Monday, March 31, 2014

#622 Stalking a house on the Google

So, how did we come to own this 100-year-old Arts-and-Crafts airplane bungalow?

Here's how it happened.

Once upon a time in the 1990s, Kelly and I were driving around southwest Missouri, as we do.  We spied a cool bungalow down a side street and turned towards it.  (This happens more than you might think.) And that's when we fell in love.

We are so taken with the house that we ask our nearby family to let us know if it comes on the market.  Years go by, a decade or more, and then the unimaginable happens:  Google Street View comes to Aurora, MO.

From our home computer in Charlottesville, VA, we find this image.  It is a sign in more ways than one.

Everyone knows that Google's imagery is not current, but the sign in the yard tells us the cool bungalow had recently been on the market.  We zoom in on the sign and contact the realtor to see if she has any interior photos that she'd be willing to share.  She does.  And not only that, she tells us the house had been taken off the market due to illness the previous year and it is soon to be relisted.  Another sign.

That was five years ago.

Yours in reading the signs,
Mary

Thursday, March 27, 2014

#621 Happy 100th birthday

Happy 100th birthday to this unique arts-and-crafts airplane bungalow in Aurora, MO!

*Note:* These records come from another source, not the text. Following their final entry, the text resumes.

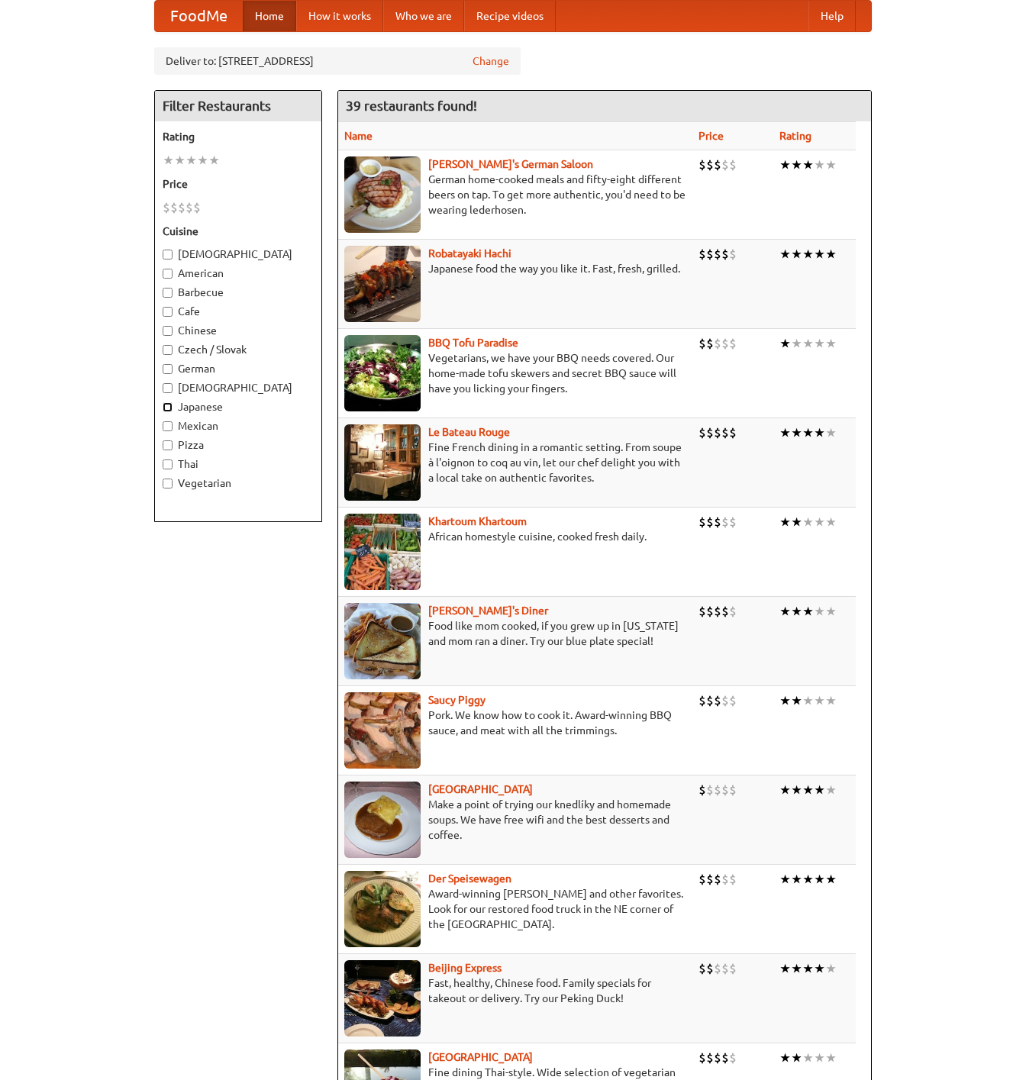 Image resolution: width=1026 pixels, height=1080 pixels. What do you see at coordinates (515, 537) in the screenshot?
I see `p: African homestyle cuisine, cooked fresh daily.` at bounding box center [515, 537]. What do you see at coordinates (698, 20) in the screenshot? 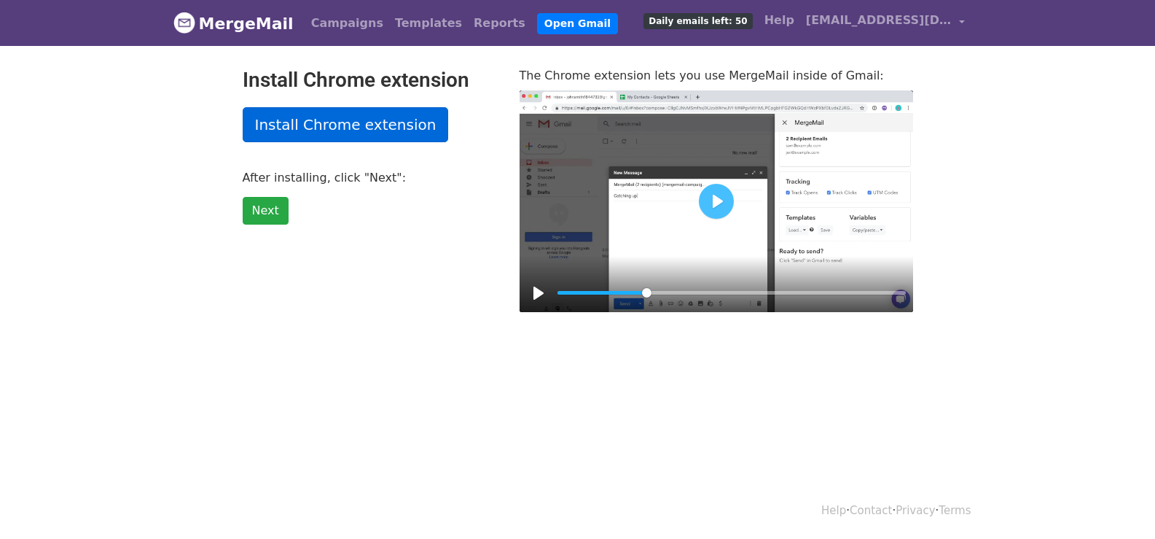
I see `a: Daily emails left: 50` at bounding box center [698, 20]. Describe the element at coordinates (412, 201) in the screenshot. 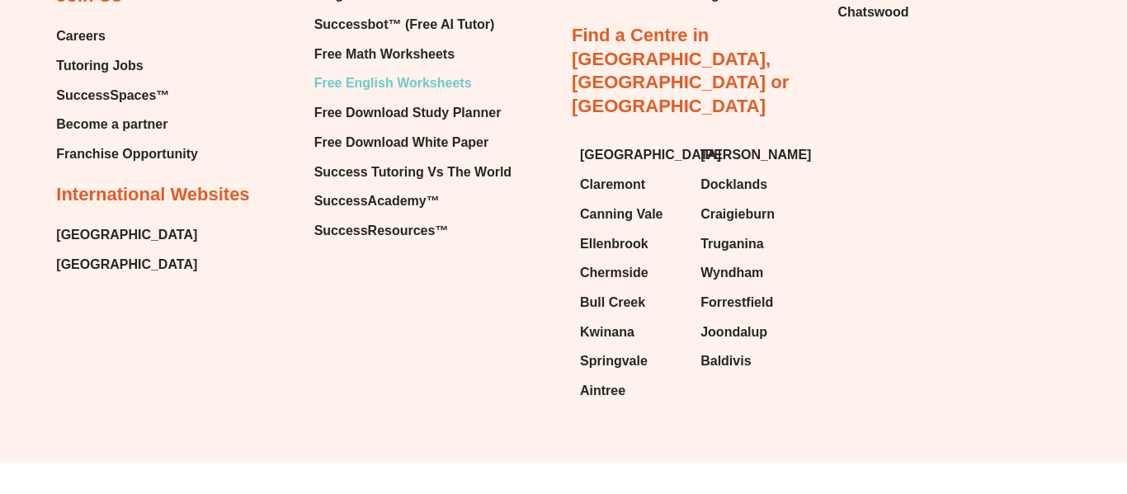

I see `a: SuccessAcademy™` at that location.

The earliest reference we've found so far is this one line in the Aurora Advertiser from 13 February 1914:  "Louis Coleman is completing a beautiful bungalow on East College."

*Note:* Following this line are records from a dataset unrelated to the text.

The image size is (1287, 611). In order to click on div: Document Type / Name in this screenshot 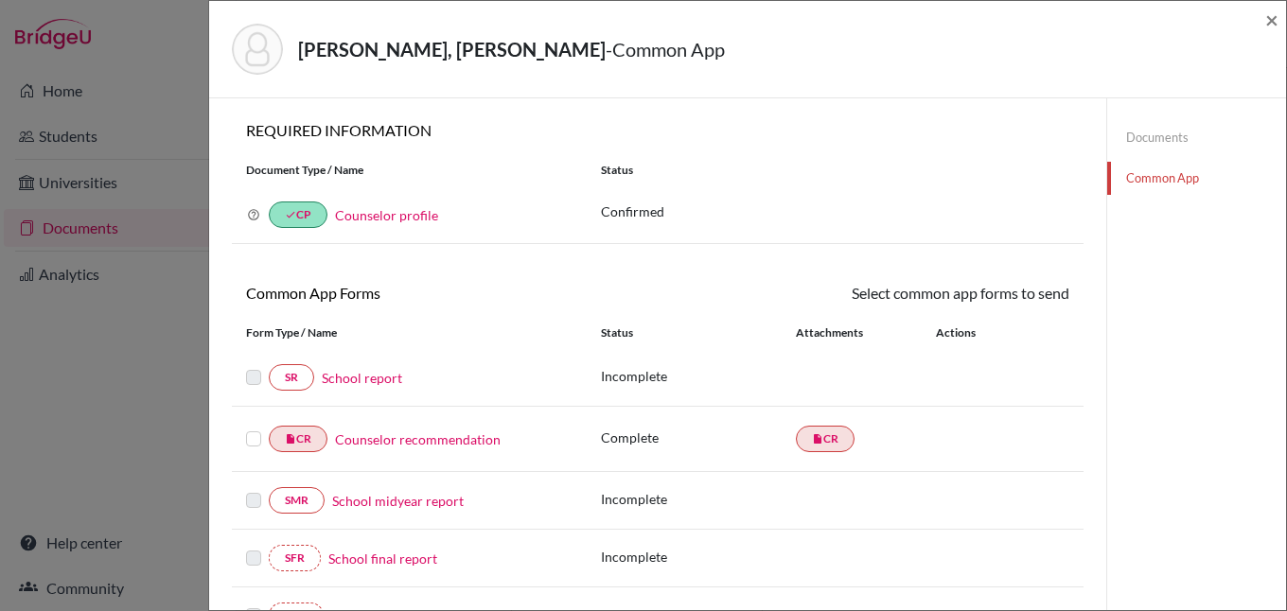, I will do `click(409, 170)`.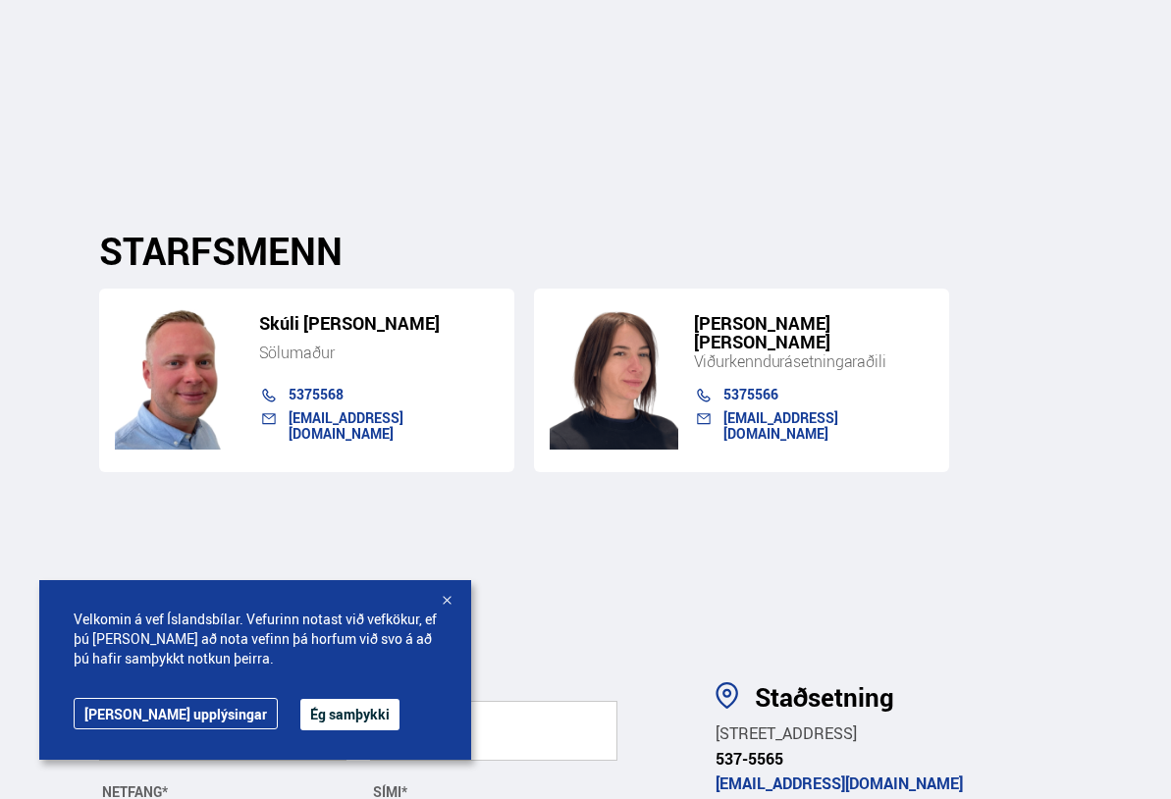 Image resolution: width=1171 pixels, height=799 pixels. Describe the element at coordinates (45, 37) in the screenshot. I see `button: Opna LiveChat spjallviðmót` at that location.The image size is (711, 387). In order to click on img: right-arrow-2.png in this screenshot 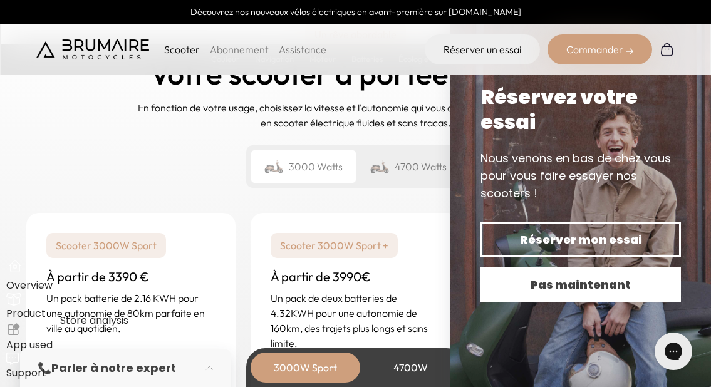, I will do `click(630, 51)`.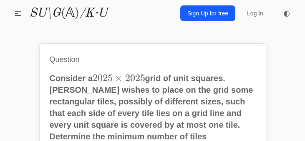  I want to click on h1: Question, so click(153, 60). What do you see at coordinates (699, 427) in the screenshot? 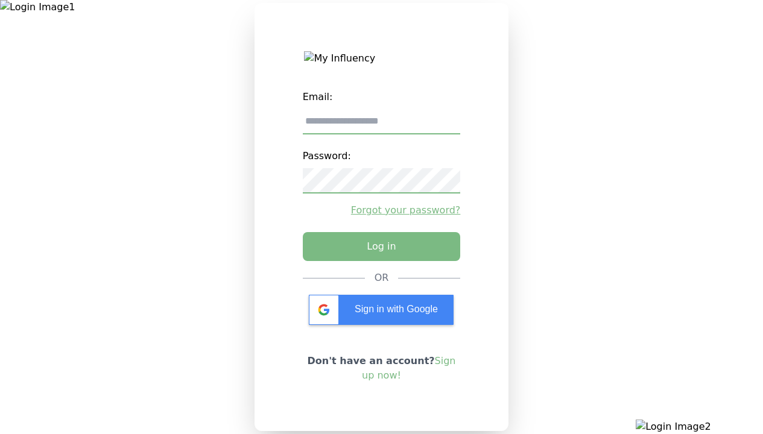
I see `img: Login Image2` at bounding box center [699, 427]. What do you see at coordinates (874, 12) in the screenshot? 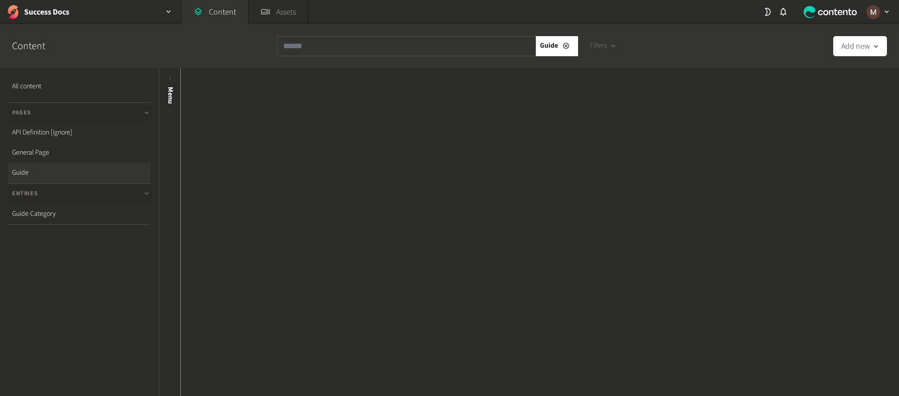
I see `img: Marinel G` at bounding box center [874, 12].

In the oldest Aurora neighborhood on a street filled with grand Victorian homes, we're thrilled that Marionville native Lewis Shaw Coleman Sr (1886-1934) broke the mold and built this divine structure.

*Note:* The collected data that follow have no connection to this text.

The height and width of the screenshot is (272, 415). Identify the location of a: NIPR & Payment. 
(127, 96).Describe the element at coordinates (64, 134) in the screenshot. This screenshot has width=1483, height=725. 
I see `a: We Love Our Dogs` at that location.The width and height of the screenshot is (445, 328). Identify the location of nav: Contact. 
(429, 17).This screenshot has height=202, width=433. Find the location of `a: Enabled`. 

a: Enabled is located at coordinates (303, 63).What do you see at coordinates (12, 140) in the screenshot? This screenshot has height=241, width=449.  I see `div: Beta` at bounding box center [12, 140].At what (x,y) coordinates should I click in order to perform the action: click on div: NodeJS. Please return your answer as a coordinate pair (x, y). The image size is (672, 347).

The second owners, O.E. and Linda Moore, purchased the home in 1930.  During their stewardship, the house was featured in the 1937 publication, Lawrence County in Pictures.
Lawrence County in Pictures, 1937

The house was then sold to the Duncan family in 1983, the Holmes family in 2004, and finally, the Johnston family in 2009.  We, the fifth owners, purchased the home after admiring it via surreptitious surveillance for more than a decade. 

Now, on to the real research.  Who was the architect?  Do the original plans still exist?  Was this a kit house?  This will be fun!